When are you better off staying with Obsidian?
Obsidian is still the best choice if you’re building a complex knowledge structure with backlinks, dataview queries, and canvas boards. The combination of local storage and infinite customizability through plugins is found nowhere else. Developers and researchers who want to script and automate their notes can’t go anywhere else.
For those who truly enjoy building a personal knowledge system, Obsidian remains unbeatable. If you enjoy tweaking templates, experimenting with community plugins, and creating your own workflow, then the learning curve is not an obstacle but a feature. The community is massive and there is literally a plugin for everything.
When is an alternative better?
The cost of Obsidian Sync is hard to justify. For 8 dollars per month you sync simple markdown files between your devices, while Notion and other tools do that for free. You can of course set up your own sync via Dropbox or iCloud, but then you’re tweaking again instead of working.
The mobile experience is the weak point. With more than a handful of plugins the app starts up slowly, and on your phone you just want to quickly make a note. Plugin fatigue is real: you install a plugin, it conflicts with another one, you have to adjust settings, and before you know it you’re spending more time maintaining your note-taking system than actually making notes.
For teams, Obsidian just isn’t built. There’s no real-time collaboration, no comments, no permissions. You can create a shared vault via Sync, but that’s not the same as real team collaboration like you have in Notion or Capacities.
The conclusion
For most people, Capacities is the best Obsidian replacement. You get similar linking features, but with native sync, faster mobile app and less hassle. Looking for something simpler without the overhead? Notion just works everywhere and the free version is more than enough for personal use. Privacy important and want to keep local storage? Logseq gives you outliner-based notes with the same markdown files, but open source.
The choice depends on what your priority is. Want to collaborate with a team? Notion. Want the power of Obsidian without the hassle? Capacities. Want free and open source? Logseq. Obsidian remains the king for power users who value control over convenience.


> _EXERCISE OBJECTIVE_
Carry over every entry exactly as written, though not the pictures it contains.

> _INPUT_
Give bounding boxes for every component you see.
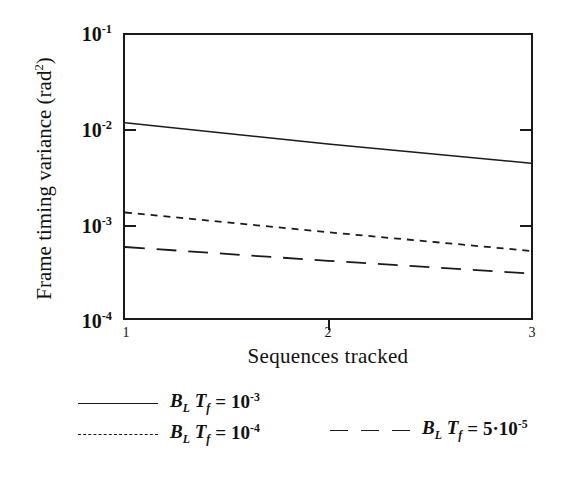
y-tick-label-1e-3: 10-3 [60,215,112,236]
series-line-solid [125,123,531,163]
y-tick-mark-right-1e-3 [520,225,533,227]
legend: BL Tf=10-3 BL Tf=10-4 BL Tf=5·10-5 [0,388,566,487]
plot-curves [125,35,531,318]
x-tick-label-2: 2 [313,325,343,341]
y-tick-label-1e-1: 10-1 [60,23,112,44]
y-tick-label-1e-2: 10-2 [60,119,112,140]
y-axis-title: Frame timing variance (rad2) [32,19,57,339]
legend-swatch-solid-line-icon [78,397,158,411]
legend-label-solid: BL Tf=10-3 [170,390,260,416]
series-line-dashed [125,212,531,250]
figure-chart: Frame timing variance (rad2) 10-1 10-2 1… [0,0,566,487]
y-tick-mark-left-1e-2 [123,129,136,131]
legend-swatch-long-dashed-line-icon [330,424,410,438]
legend-item-dashed: BL Tf=10-4 [78,419,260,450]
plot-area [123,33,533,320]
y-tick-mark-left-1e-3 [123,225,136,227]
y-tick-label-1e-4: 10-4 [60,310,112,331]
legend-label-dashed: BL Tf=10-4 [170,421,260,447]
legend-item-long-dashed: BL Tf=5·10-5 [330,415,528,446]
y-axis-title-superscript: 2 [32,64,46,70]
x-axis-title: Sequences tracked [123,344,533,369]
legend-label-long-dashed: BL Tf=5·10-5 [422,417,528,443]
legend-column-right: BL Tf=5·10-5 [330,415,528,446]
y-tick-mark-right-1e-2 [520,129,533,131]
y-axis-title-text: Frame timing variance (rad [32,71,56,300]
series-line-long-dashed [125,247,531,274]
legend-swatch-dashed-line-icon [78,428,158,442]
legend-column-left: BL Tf=10-3 BL Tf=10-4 [78,388,260,450]
legend-item-solid: BL Tf=10-3 [78,388,260,419]
x-tick-label-3: 3 [517,325,547,341]
y-axis-title-close: ) [32,57,56,64]
x-tick-label-1: 1 [111,325,141,341]
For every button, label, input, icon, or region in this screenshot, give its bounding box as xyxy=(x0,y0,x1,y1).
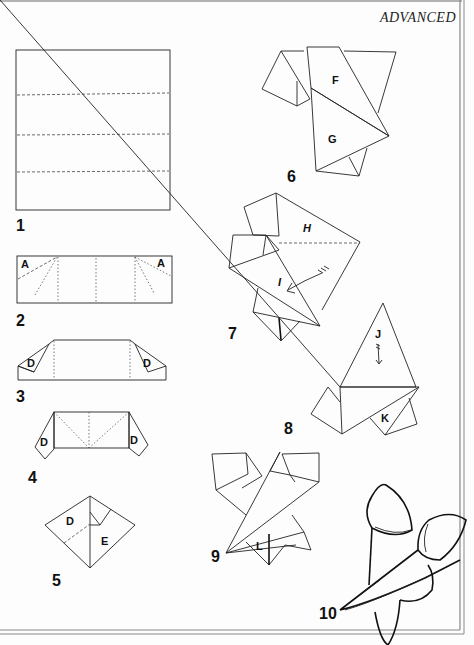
step-number-8: 8 xyxy=(284,420,293,438)
step-5-drawing xyxy=(45,496,135,568)
step-9-drawing xyxy=(212,452,319,565)
step-number-3: 3 xyxy=(16,388,25,406)
step-number-6: 6 xyxy=(287,168,296,186)
fold-label-h: H xyxy=(303,222,311,234)
fold-label-k: K xyxy=(381,412,389,424)
step-2-drawing xyxy=(17,256,172,303)
fold-label-i: I xyxy=(278,276,281,288)
step-number-1: 1 xyxy=(16,217,25,235)
step-7-drawing xyxy=(229,193,360,341)
fold-label-g: G xyxy=(328,133,337,145)
fold-label-d-right-step3: D xyxy=(143,357,151,369)
step-number-10: 10 xyxy=(319,605,337,623)
step-8-drawing xyxy=(0,0,419,435)
step-1-drawing xyxy=(16,50,170,210)
fold-label-l: L xyxy=(256,540,263,552)
fold-label-d-right-step4: D xyxy=(130,434,138,446)
step-number-9: 9 xyxy=(211,548,220,566)
fold-label-d-left-step3: D xyxy=(27,357,35,369)
fold-label-e-step5: E xyxy=(101,535,108,547)
fold-label-a-right: A xyxy=(157,257,165,269)
step-6-drawing xyxy=(262,47,396,176)
step-number-5: 5 xyxy=(52,572,61,590)
step-number-7: 7 xyxy=(228,325,237,343)
step-10-drawing xyxy=(340,484,466,645)
diagram-page: ADVANCED xyxy=(0,0,474,645)
fold-label-j: J xyxy=(375,328,381,340)
fold-label-f: F xyxy=(332,74,339,86)
folding-diagrams xyxy=(0,0,474,645)
step-number-2: 2 xyxy=(16,312,25,330)
fold-label-d-step5: D xyxy=(66,515,74,527)
fold-label-d-left-step4: D xyxy=(40,436,48,448)
step-number-4: 4 xyxy=(28,469,37,487)
fold-label-a-left: A xyxy=(21,258,29,270)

> _SOLUTION FOR THIS EXERCISE_
Give bounding boxes for every component you see.
y-tick-label-1e-3: 10-3 [60,215,112,236]
series-line-solid [125,123,531,163]
y-tick-mark-right-1e-3 [520,225,533,227]
legend: BL Tf=10-3 BL Tf=10-4 BL Tf=5·10-5 [0,388,566,487]
plot-curves [125,35,531,318]
x-tick-label-2: 2 [313,325,343,341]
y-tick-label-1e-1: 10-1 [60,23,112,44]
y-tick-label-1e-2: 10-2 [60,119,112,140]
y-axis-title: Frame timing variance (rad2) [32,19,57,339]
legend-swatch-solid-line-icon [78,397,158,411]
legend-label-solid: BL Tf=10-3 [170,390,260,416]
series-line-dashed [125,212,531,250]
figure-chart: Frame timing variance (rad2) 10-1 10-2 1… [0,0,566,487]
y-tick-mark-left-1e-2 [123,129,136,131]
legend-swatch-long-dashed-line-icon [330,424,410,438]
legend-item-dashed: BL Tf=10-4 [78,419,260,450]
plot-area [123,33,533,320]
y-tick-mark-left-1e-3 [123,225,136,227]
y-tick-label-1e-4: 10-4 [60,310,112,331]
legend-label-dashed: BL Tf=10-4 [170,421,260,447]
legend-item-long-dashed: BL Tf=5·10-5 [330,415,528,446]
y-axis-title-superscript: 2 [32,64,46,70]
x-axis-title: Sequences tracked [123,344,533,369]
legend-label-long-dashed: BL Tf=5·10-5 [422,417,528,443]
legend-column-right: BL Tf=5·10-5 [330,415,528,446]
y-tick-mark-right-1e-2 [520,129,533,131]
y-axis-title-text: Frame timing variance (rad [32,71,56,300]
series-line-long-dashed [125,247,531,274]
legend-swatch-dashed-line-icon [78,428,158,442]
legend-column-left: BL Tf=10-3 BL Tf=10-4 [78,388,260,450]
legend-item-solid: BL Tf=10-3 [78,388,260,419]
x-tick-label-3: 3 [517,325,547,341]
y-axis-title-close: ) [32,57,56,64]
x-tick-label-1: 1 [111,325,141,341]
For every button, label, input, icon, or region in this screenshot, give its bounding box as xyxy=(x0,y0,x1,y1).
step-number-8: 8 xyxy=(284,420,293,438)
step-5-drawing xyxy=(45,496,135,568)
step-9-drawing xyxy=(212,452,319,565)
step-number-3: 3 xyxy=(16,388,25,406)
step-number-6: 6 xyxy=(287,168,296,186)
fold-label-h: H xyxy=(303,222,311,234)
fold-label-k: K xyxy=(381,412,389,424)
step-2-drawing xyxy=(17,256,172,303)
fold-label-i: I xyxy=(278,276,281,288)
step-number-1: 1 xyxy=(16,217,25,235)
step-7-drawing xyxy=(229,193,360,341)
fold-label-g: G xyxy=(328,133,337,145)
fold-label-d-right-step3: D xyxy=(143,357,151,369)
step-number-10: 10 xyxy=(319,605,337,623)
step-8-drawing xyxy=(0,0,419,435)
step-1-drawing xyxy=(16,50,170,210)
fold-label-l: L xyxy=(256,540,263,552)
fold-label-d-right-step4: D xyxy=(130,434,138,446)
step-number-9: 9 xyxy=(211,548,220,566)
fold-label-d-left-step3: D xyxy=(27,357,35,369)
fold-label-e-step5: E xyxy=(101,535,108,547)
fold-label-a-right: A xyxy=(157,257,165,269)
step-6-drawing xyxy=(262,47,396,176)
step-number-5: 5 xyxy=(52,572,61,590)
step-number-7: 7 xyxy=(228,325,237,343)
step-10-drawing xyxy=(340,484,466,645)
diagram-page: ADVANCED xyxy=(0,0,474,645)
fold-label-j: J xyxy=(375,328,381,340)
fold-label-f: F xyxy=(332,74,339,86)
folding-diagrams xyxy=(0,0,474,645)
step-number-2: 2 xyxy=(16,312,25,330)
fold-label-d-step5: D xyxy=(66,515,74,527)
fold-label-d-left-step4: D xyxy=(40,436,48,448)
step-number-4: 4 xyxy=(28,469,37,487)
fold-label-a-left: A xyxy=(21,258,29,270)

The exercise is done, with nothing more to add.